In 1671 Sitaram suffered a serious accident while unloading a bullock cart after harvest. The cart shifted and pinned him, twisting his leg and hip. He could not walk properly for weeks. Ramdas and Govind managed the fields, and Rukmini handled the household. Vaid Narottam set a simple splint and gave bitter herbs. Sitaram lay in the shade, listening to the work he could not do, and forced himself to recite short prayers to Ram and to the household deity rather than spiral into panic.

Recovery came slowly, then turned into a stretch of improvement. From 1675 onward Sitaram saved whenever he could, buying back strength in practical pieces: a better yoke, a calf, then another animal.
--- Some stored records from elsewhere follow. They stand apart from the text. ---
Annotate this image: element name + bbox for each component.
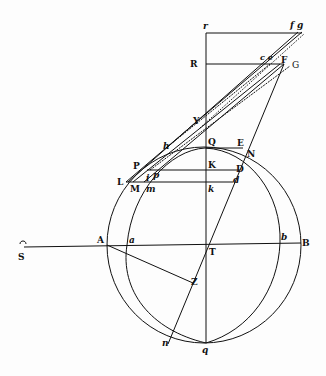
label-A: A xyxy=(97,236,104,245)
label-G: G xyxy=(292,61,299,70)
label-B: B xyxy=(302,239,310,248)
label-k: k xyxy=(208,185,214,194)
label-b: b xyxy=(281,233,287,242)
label-p: p xyxy=(153,171,159,180)
label-a: a xyxy=(129,236,135,245)
label-P: P xyxy=(133,162,140,171)
label-N: N xyxy=(247,150,255,159)
diagram-canvas: r f g R c e F G Y h Q E N P K D i p L M … xyxy=(0,0,326,376)
S-mark xyxy=(20,241,26,244)
line-A-Z xyxy=(107,245,193,283)
label-D: D xyxy=(236,165,244,174)
geometry-drawing xyxy=(0,0,326,376)
label-R: R xyxy=(190,60,197,69)
label-n: n xyxy=(162,339,169,348)
label-fg: f g xyxy=(290,21,303,30)
label-T: T xyxy=(209,248,216,257)
label-L: L xyxy=(117,178,123,187)
label-r: r xyxy=(203,22,208,31)
line-p-G xyxy=(150,66,290,170)
line-F-n xyxy=(168,64,284,344)
label-m: m xyxy=(146,185,156,194)
label-Q: Q xyxy=(208,138,216,147)
label-S: S xyxy=(18,253,25,262)
label-d: d xyxy=(233,176,239,185)
label-h: h xyxy=(163,142,170,151)
label-K: K xyxy=(208,161,216,170)
label-M: M xyxy=(130,185,140,194)
label-E: E xyxy=(237,139,244,148)
label-F: F xyxy=(281,56,287,65)
label-Y: Y xyxy=(193,117,199,126)
label-q: q xyxy=(202,346,208,355)
label-i: i xyxy=(146,174,149,183)
label-Z: Z xyxy=(191,278,198,287)
horizontal-axis xyxy=(24,243,301,247)
label-ce: c e xyxy=(260,53,273,61)
line-Y-g xyxy=(200,34,304,128)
Ramcharan had grown into a steady worker who could hold the plough handles straight and manage the bullocks without supervision. He caught a fever in 1676 that would not break. Sitaram sat with him through the nights, pressing wet cloth to his forehead and calling again for the vaid, but Ramcharan died at twenty. The loss left Sitaram short of labor and short of patience with his own worry. After the funeral the meetings with Kallu stopped; Sitaram no longer had the heart for secrecy or the strength for the risk. Govind, still a teenager, took on more work. Kamla, nearing marriageable age, became another pressure point; Sitaram counted what he could offer without losing the field.

He acquired an extra strip of land in 1678 when a neighbor needed quick cash. He showed up for boundary checks, stood quietly while others argued, and spoke only when asked, but when he did speak he kept his words plain and consistent. Elders began asking him to witness agreements and settle minor disputes, not because he enjoyed it, but because he did not exaggerate.
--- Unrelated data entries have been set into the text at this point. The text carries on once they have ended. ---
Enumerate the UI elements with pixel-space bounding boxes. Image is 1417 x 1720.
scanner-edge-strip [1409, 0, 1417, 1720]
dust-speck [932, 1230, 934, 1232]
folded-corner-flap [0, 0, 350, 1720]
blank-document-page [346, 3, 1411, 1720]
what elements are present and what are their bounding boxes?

By 1680 Govind had set up his own household nearby, close enough to share labor but separate enough to keep grain stores distinct. Sitaram and Rukmini lived alone then, with Kamla visiting from her husband’s village after marriage.

A respiratory illness took Sitaram in August 1683. He coughed hard, produced phlegm, and could not keep strength through the day. Rukmini and Govind’s household brought warm water, herbs from the vaid, and clarified butter for small offerings at the shrine, but he died on August 20 at fifty-two. His body was carried to the Narmada and cremated on a wood pyre; his family offered water and sesame, and Rukmini placed a final lamp at the household niche that evening.